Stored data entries
####

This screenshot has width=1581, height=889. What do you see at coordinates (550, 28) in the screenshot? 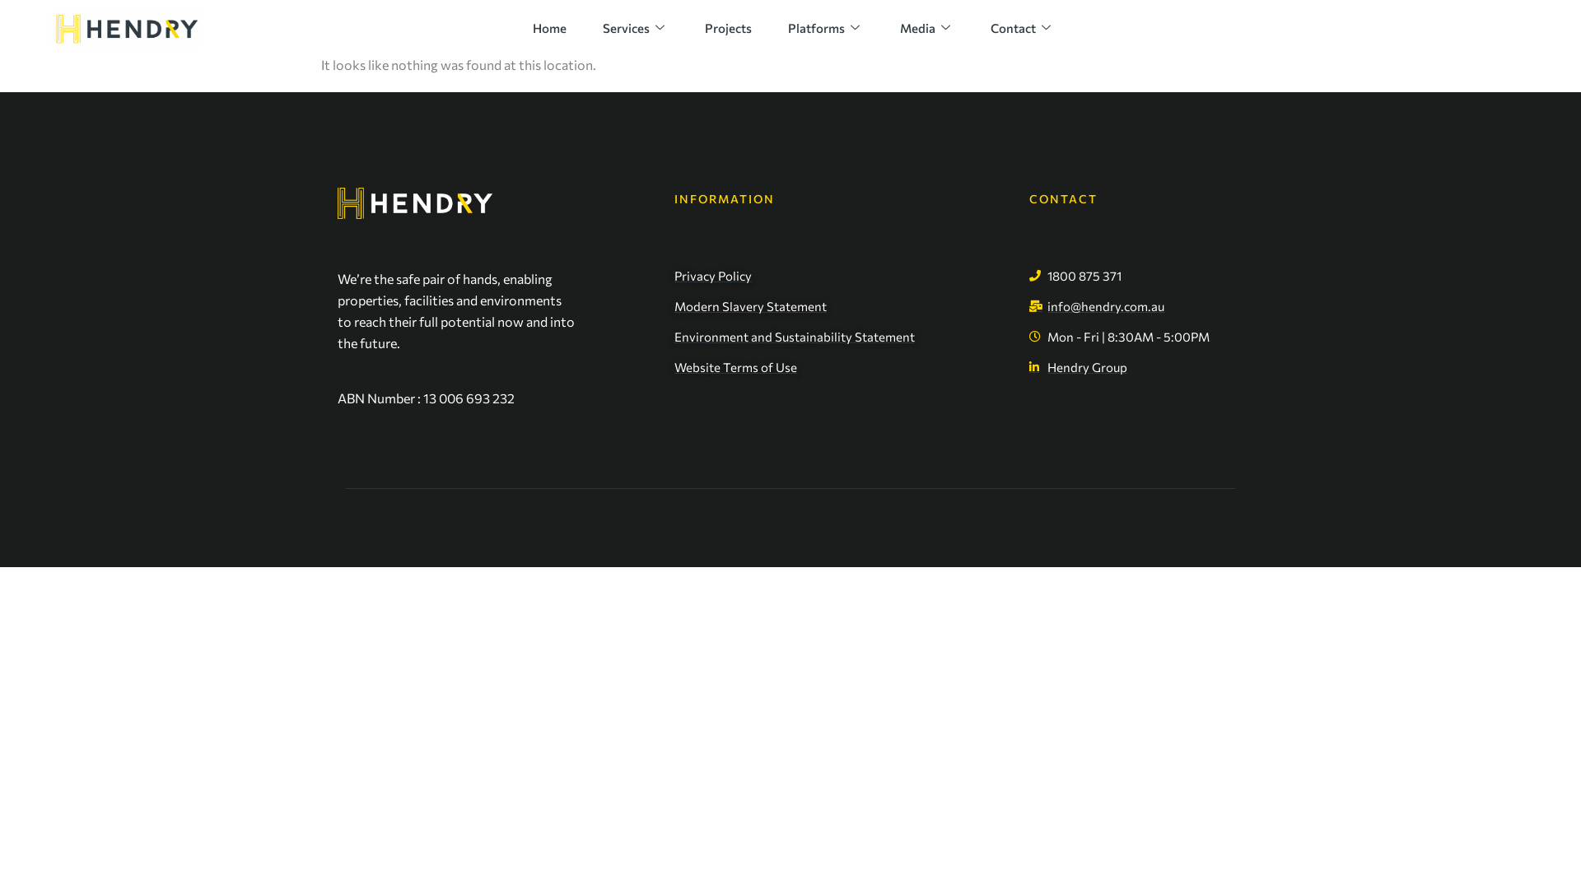
I see `Home` at bounding box center [550, 28].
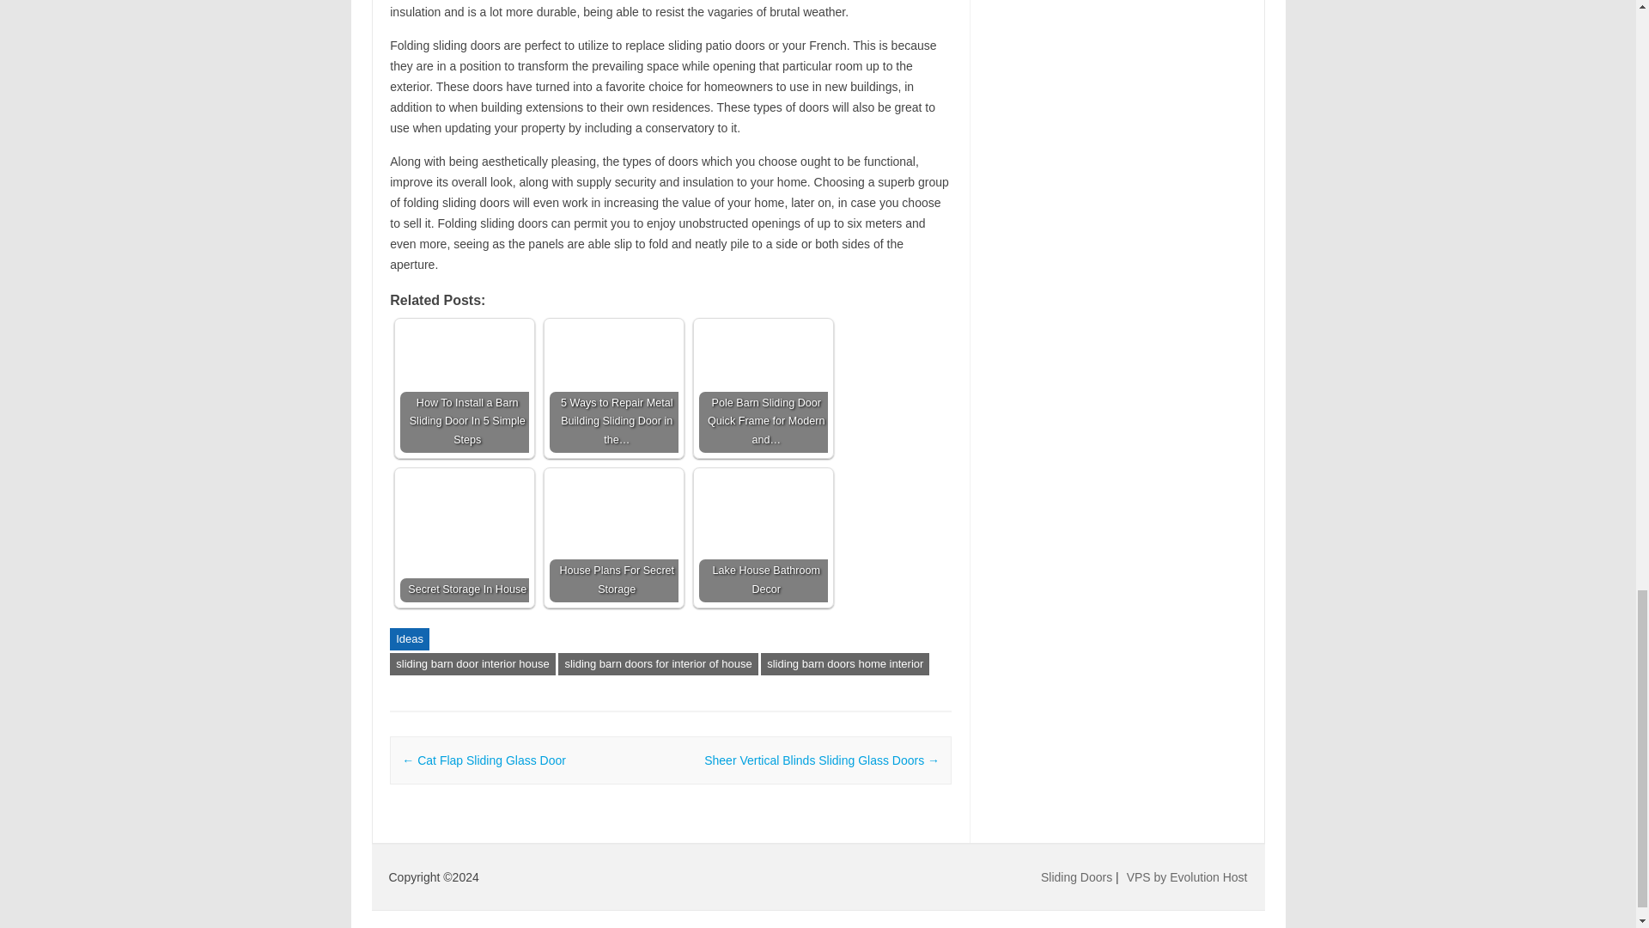 The width and height of the screenshot is (1649, 928). What do you see at coordinates (845, 664) in the screenshot?
I see `sliding barn doors home interior` at bounding box center [845, 664].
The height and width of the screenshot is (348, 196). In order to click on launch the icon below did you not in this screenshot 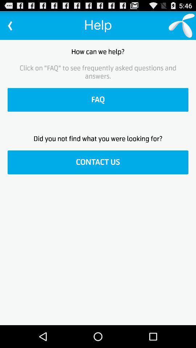, I will do `click(98, 163)`.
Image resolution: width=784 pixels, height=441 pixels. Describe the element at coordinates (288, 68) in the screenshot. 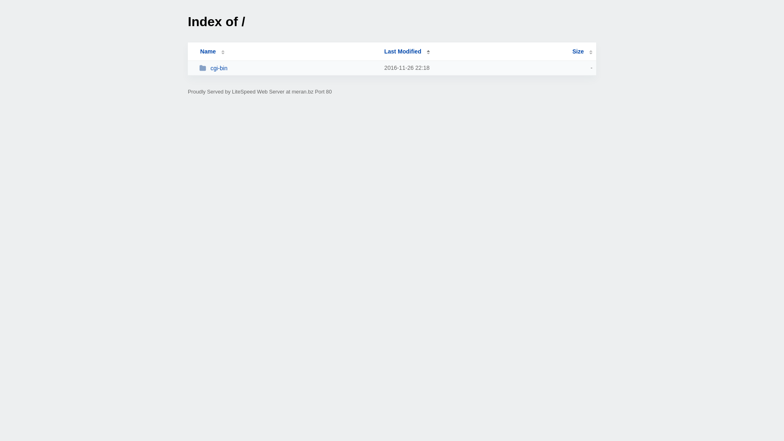

I see `cgi-bin` at that location.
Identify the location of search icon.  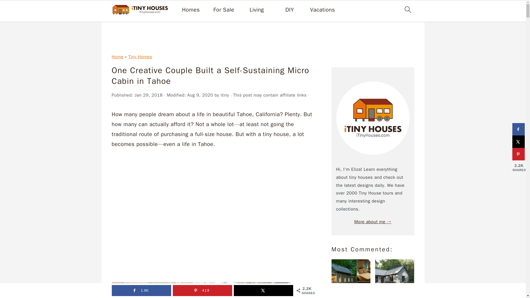
(408, 11).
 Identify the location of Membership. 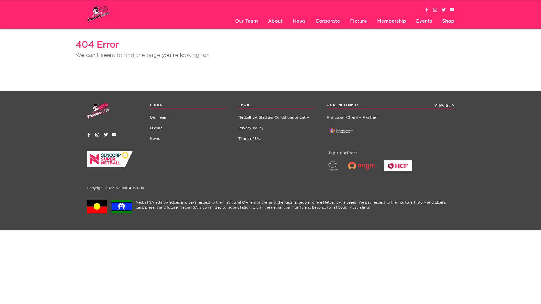
(391, 21).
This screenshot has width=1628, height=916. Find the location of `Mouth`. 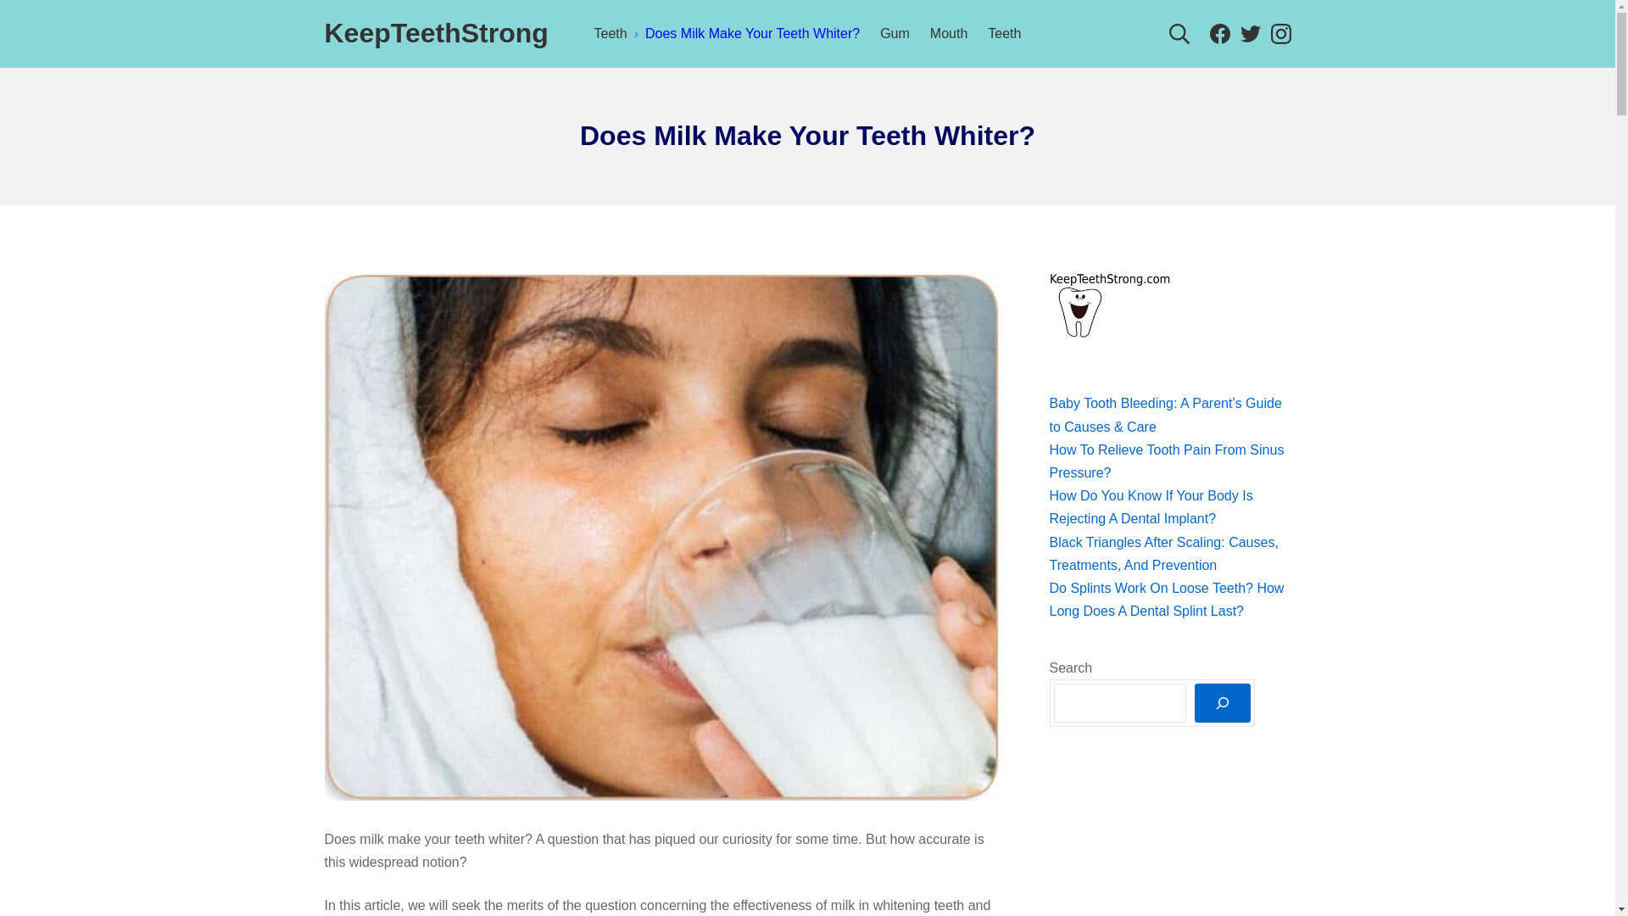

Mouth is located at coordinates (1250, 34).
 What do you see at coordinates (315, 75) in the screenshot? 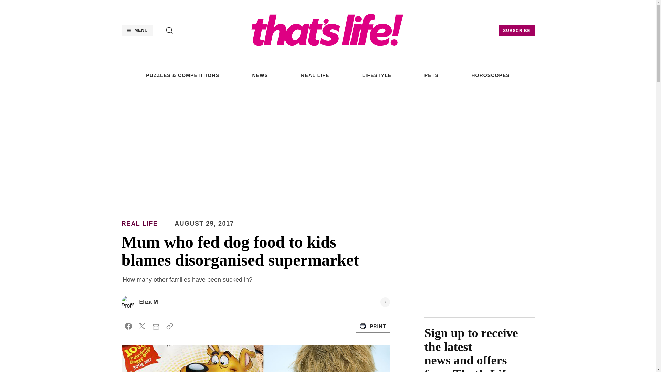
I see `REAL LIFE` at bounding box center [315, 75].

####

▶ PROBLEM TO WORK ON
What are the lines from the one containing "Identify the location of search icon." through the end of the records? Write them out exactly, leaving out the pictures.

▶ ANSWER
Identify the location of search icon.  
(408, 11).
 Identify the location of Membership. 
(391, 21).
This screenshot has width=1628, height=916. Find the location of `Mouth`. 

Mouth is located at coordinates (1250, 34).
 What do you see at coordinates (315, 75) in the screenshot? 
I see `REAL LIFE` at bounding box center [315, 75].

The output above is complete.